Overall Grade: 4.5 ⭐️
Tropes: marriage of convenience; cinnamon roll male character; hockey romance; sports romance
By my estimation, there are several ways to entice one’s readers. For me, formulate a romance with a cinnamon roll main male character to fall for an untrusting, somewhat neurotic main female character using the mechanism of a fake marriage or some type of forced proximity. If you add some sports romance to it, more power to the author. This is precisely the genius of Rebecca Jenshak’s Wild Ever After. For me, Jenshak’s newest story in her Wildcat Hockey series is my favorite thus far because Declan is a dream, an unassuming thoughtful hero who adores his heroine, Jade, beyond a measure she can understand.
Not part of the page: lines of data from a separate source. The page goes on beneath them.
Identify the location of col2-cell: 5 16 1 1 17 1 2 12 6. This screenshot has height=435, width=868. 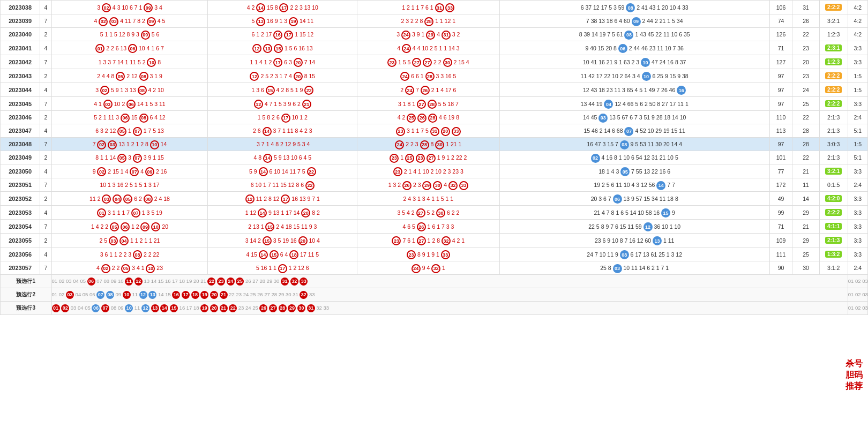
(283, 268).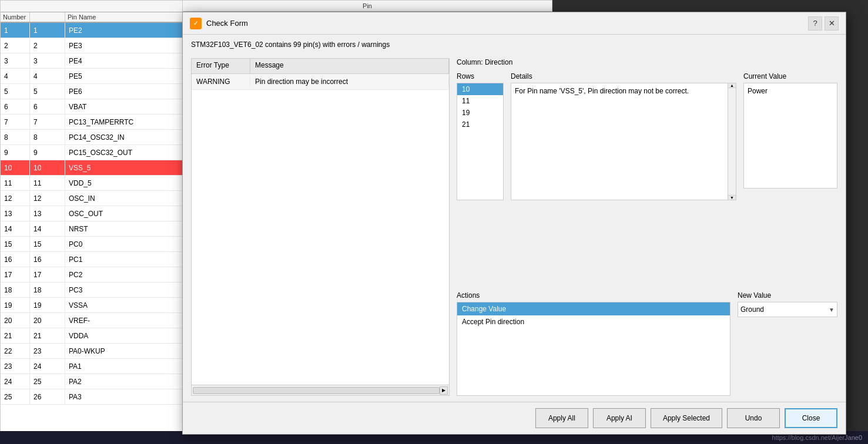  Describe the element at coordinates (48, 76) in the screenshot. I see `cell-pin-number: 4` at that location.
From their chemistry to the struggles of their marriage of convenience to the community of friends to which they belong, Wild Ever After entices its reader.
Highlights:
Declan’s growing adoration for Jade inspires her to begin to trust a significant other. Honestly, Declan doesn’t have to do much to build this trust other than see Jade and care for her in ways that her mother wasn’t always good at doing. When he makes his home her home, it’s a pure swoon fest.
Declan’s background should have made him “hard”; instead, it allows him to grow an EQ that makes him the perfect cinnamon roll hero.
Jade’s journey from needing status to realizing her favorite “space” is with Declan. Jade begins the story chasing “clout,” a common societal goal; yet, as she researches how people love and she is loved by Declan, she recognizes her true happiness. She moves from cold to hot with Declan as she struggles with finding this truth. In the end, Jenshak places her exactly where she should be, making for a story that makes you sigh with happiness.
The community of Wildcat hockey friends continues to entertain in this book. For one, Jenshak gives us updates, but she also hints at future stories. By the end of Wild Ever After, you know the next book’s main characters. Even more, the support of this community adds layers to Jade and Declan’s romance.
From start to finish, Rebecca Jenshak’s Wild Ever After reminds her readers of the difficulty of love. Both Declan and Jade must learn to trust and become vulnerable with each other after pasts filled with reasons to avoid these. In the end, these two are fated, and their happy ending is exactly what we expect of romancelandia.